Breakdown of Kami hampir kehabisan bahan bakar.
Questions & Answers about Kami hampir kehabisan bahan bakar.
- Kami = we (excluding the listener).
- Kita = we (including the listener).
If you’re talking to someone who is in the car with you, say: Kita hampir kehabisan bahan bakar. If you’re telling someone on the phone who isn’t with you, Kami hampir kehabisan bahan bakar.
Hampir means “almost/nearly.” It’s an adverb placed before the verb or adjective it modifies: Kami hampir kehabisan …
You don’t put hampir at the end. For emphasis on a near miss in the past, you can say hampir saja: Kami hampir saja kehabisan bahan bakar.
- Root: habis = finished/used up.
- Circumfix: ke- … -an → kehabisan = to run out of X / to be out of X (often with an unintended or undesired nuance).
Pattern: (Subject) kehabisan (thing), e.g., kami kehabisan uang (we ran out of money).
Similar patterns: kehilangan (to lose something), kedinginan (be cold), kelaparan (be starving), ketinggalan (be left behind).
Both are correct but they structure the sentence differently:
- Bahan bakar kami hampir habis. = Our fuel is almost finished. (Fuel is the subject.)
- Kami hampir kehabisan bahan bakar. = We almost ran out of fuel / We’re almost out. (We are the subject experiencing the lack.) Avoid: Kami hampir habis bahan bakar (unnatural).
Indonesian doesn’t mark tense. Context decides. You can add markers:
- Past near miss: Kami tadi/barusan hampir saja kehabisan bahan bakar.
- Present/ongoing: Kami hampir kehabisan sekarang.
- Imminent: Sebentar lagi kami kehabisan.
Kami kehabisan bahan bakar.
Optionally add sudah for completion: Kami sudah kehabisan bahan bakar.
- Bahan bakar tinggal sedikit. (There’s only a little fuel left.)
- Tangki hampir kosong. (The tank is almost empty.)
- Kami kekurangan bahan bakar. (We’re short of fuel; insufficient for our needs—slightly different nuance from “almost out.”)
Bahan bakar = fuel (general). Specific types:
- Bensin = gasoline/petrol
- Solar = diesel
You may also see BBM (Bahan Bakar Minyak) for petroleum fuels.
Yes, if context is clear: Hampir kehabisan bahan bakar.
Or shift focus to the fuel: Bahan bakar kami hampir habis.
- Neutral/formal: Apakah kita hampir kehabisan bahan bakar?
- Natural/spoken: Kita hampir kehabisan bensin, ya? or Kita hampir kehabisan bensin, kan?
Fronting for emphasis is possible but less common: Hampir kami kehabisan bahan bakar. (emphasizes “almost”).
Be careful with scope:
- Kami hampir kehabisan bahan bakar. = almost out.
- Kami kehabisan hampir semua bahan bakar. = we ran out of almost all the fuel (but not entirely).
- kami [KAH-mee]
- hampir [HAM-peer] (tap the final r)
- kehabisan [kə-hah-BEE-sahn] (first vowel is a schwa)
- bahan bakar [BA-han BA-kar] (pronounce the h clearly; tap the r)
- kehabisan uang (money), waktu (time), baterai (battery), tenaga (energy), napas (breath), ide (ideas), stok (stock), air (water).
- Kehabisan = out of / ran out (almost none or none left).
- Kekurangan = lacking/insufficient (there is some, but not enough).
So kami hampir kehabisan ≈ nearly empty; kami kekurangan ≈ we don’t have enough for the purpose.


Problem requirements
Search the listing for the word "Penaeus" and return each line that contains it.

Exercise data
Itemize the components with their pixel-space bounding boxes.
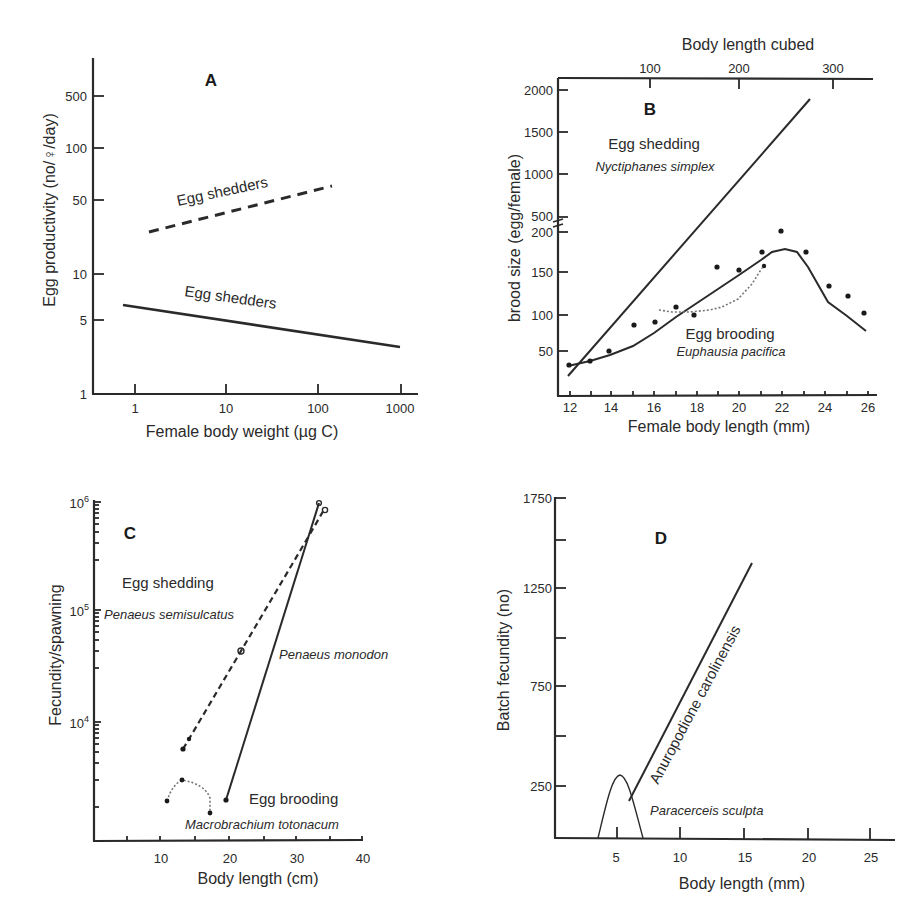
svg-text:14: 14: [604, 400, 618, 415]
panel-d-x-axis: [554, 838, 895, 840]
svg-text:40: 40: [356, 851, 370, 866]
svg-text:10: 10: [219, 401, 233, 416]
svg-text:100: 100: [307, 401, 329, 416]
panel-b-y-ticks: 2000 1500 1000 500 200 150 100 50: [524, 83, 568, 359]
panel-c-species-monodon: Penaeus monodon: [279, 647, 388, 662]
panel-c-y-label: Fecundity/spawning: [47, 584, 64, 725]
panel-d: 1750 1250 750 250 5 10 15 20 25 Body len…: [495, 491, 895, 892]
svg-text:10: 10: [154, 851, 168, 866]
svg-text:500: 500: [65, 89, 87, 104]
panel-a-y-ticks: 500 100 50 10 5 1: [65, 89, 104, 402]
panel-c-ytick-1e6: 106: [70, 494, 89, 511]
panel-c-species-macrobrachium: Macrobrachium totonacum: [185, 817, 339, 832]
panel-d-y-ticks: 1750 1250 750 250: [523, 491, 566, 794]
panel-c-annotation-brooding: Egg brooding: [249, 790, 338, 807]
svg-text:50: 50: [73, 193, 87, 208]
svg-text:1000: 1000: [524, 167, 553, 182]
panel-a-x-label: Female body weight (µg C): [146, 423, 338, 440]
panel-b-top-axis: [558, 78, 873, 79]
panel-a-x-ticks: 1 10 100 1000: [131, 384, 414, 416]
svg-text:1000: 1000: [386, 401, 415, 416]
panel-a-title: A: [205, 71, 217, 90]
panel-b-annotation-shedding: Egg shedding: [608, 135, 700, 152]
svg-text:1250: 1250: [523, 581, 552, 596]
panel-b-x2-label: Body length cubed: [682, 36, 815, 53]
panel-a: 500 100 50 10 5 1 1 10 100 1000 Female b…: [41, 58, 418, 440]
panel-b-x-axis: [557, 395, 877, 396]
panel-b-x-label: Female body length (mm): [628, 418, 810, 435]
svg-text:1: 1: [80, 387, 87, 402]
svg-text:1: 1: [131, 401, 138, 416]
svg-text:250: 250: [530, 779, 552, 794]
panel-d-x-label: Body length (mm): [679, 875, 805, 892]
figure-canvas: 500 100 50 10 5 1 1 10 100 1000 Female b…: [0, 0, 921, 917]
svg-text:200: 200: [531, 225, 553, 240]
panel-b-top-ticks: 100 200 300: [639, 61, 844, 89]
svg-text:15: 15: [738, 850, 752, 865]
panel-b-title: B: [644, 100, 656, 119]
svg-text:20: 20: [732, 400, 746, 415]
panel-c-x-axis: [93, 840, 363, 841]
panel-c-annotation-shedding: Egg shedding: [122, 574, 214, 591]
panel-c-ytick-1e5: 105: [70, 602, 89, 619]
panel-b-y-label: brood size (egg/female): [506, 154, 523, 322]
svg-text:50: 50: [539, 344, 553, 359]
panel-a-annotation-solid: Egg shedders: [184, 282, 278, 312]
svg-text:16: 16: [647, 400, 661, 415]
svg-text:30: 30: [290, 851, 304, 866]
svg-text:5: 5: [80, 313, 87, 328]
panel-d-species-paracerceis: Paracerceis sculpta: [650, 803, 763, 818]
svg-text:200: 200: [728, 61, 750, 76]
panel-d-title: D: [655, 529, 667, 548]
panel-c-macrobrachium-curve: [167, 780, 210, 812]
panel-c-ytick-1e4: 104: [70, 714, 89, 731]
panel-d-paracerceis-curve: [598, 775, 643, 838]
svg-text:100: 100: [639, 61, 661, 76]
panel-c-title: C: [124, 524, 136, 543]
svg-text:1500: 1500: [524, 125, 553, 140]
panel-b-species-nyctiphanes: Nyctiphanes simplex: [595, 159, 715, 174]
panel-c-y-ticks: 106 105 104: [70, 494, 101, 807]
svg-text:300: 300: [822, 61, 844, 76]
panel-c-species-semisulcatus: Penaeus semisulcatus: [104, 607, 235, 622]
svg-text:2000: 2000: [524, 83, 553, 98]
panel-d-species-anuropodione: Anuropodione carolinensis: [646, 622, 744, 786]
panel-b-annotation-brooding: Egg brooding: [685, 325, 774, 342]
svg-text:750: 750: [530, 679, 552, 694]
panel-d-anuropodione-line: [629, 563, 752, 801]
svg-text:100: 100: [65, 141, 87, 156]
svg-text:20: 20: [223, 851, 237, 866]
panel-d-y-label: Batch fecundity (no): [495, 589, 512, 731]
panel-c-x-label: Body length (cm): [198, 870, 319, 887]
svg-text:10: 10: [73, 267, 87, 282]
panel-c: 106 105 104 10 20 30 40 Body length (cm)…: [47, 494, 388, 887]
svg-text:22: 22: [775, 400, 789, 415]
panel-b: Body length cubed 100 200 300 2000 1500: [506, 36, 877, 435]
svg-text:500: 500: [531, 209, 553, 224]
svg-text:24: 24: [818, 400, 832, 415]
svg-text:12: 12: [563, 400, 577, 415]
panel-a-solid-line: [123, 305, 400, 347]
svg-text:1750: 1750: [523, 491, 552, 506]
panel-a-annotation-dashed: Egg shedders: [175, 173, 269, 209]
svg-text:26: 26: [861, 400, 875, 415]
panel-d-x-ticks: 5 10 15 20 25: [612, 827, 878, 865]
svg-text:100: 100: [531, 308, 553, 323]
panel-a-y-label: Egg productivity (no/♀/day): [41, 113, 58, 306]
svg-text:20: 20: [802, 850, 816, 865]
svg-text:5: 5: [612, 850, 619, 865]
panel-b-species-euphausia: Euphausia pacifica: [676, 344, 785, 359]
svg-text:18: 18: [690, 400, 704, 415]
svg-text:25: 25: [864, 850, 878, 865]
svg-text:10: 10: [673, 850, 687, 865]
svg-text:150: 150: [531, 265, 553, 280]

==

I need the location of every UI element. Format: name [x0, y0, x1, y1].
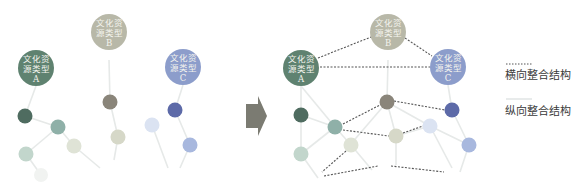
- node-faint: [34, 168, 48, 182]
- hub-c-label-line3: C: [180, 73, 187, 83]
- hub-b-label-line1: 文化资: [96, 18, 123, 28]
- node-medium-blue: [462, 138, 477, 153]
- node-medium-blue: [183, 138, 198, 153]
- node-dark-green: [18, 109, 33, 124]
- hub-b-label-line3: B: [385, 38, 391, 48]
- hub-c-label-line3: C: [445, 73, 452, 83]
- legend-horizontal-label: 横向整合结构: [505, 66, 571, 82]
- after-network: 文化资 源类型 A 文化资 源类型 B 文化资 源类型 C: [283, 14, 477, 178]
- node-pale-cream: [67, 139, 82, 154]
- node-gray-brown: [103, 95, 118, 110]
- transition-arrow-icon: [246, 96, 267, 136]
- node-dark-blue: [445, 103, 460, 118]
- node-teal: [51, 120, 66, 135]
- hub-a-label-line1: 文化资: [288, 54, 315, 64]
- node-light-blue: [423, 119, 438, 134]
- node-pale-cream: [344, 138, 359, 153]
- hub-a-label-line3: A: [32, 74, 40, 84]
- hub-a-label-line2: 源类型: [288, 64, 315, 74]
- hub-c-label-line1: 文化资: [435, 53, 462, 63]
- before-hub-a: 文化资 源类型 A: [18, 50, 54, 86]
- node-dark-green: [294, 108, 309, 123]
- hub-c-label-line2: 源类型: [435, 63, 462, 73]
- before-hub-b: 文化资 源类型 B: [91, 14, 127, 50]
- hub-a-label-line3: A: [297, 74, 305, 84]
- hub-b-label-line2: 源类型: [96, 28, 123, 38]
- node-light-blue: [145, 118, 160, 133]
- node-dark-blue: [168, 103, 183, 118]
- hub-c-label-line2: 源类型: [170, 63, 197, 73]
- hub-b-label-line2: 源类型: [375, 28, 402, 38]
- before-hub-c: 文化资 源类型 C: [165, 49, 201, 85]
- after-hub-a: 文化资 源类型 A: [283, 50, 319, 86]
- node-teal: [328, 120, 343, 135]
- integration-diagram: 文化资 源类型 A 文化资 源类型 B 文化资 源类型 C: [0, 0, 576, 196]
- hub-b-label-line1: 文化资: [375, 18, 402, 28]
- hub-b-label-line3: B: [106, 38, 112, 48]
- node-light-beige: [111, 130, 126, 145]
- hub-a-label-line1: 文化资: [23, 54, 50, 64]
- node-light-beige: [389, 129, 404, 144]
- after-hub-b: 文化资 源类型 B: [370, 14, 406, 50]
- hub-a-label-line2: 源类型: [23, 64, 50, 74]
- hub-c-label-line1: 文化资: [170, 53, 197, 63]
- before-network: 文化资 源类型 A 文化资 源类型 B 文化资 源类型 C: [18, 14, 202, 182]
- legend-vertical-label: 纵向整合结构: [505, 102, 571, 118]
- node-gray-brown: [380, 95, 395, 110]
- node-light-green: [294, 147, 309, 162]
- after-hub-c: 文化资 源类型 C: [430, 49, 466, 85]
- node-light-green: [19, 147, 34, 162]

Result of this task
panel-c-species-monodon: Penaeus monodon: [279, 647, 388, 662]
panel-c-species-semisulcatus: Penaeus semisulcatus: [104, 607, 235, 622]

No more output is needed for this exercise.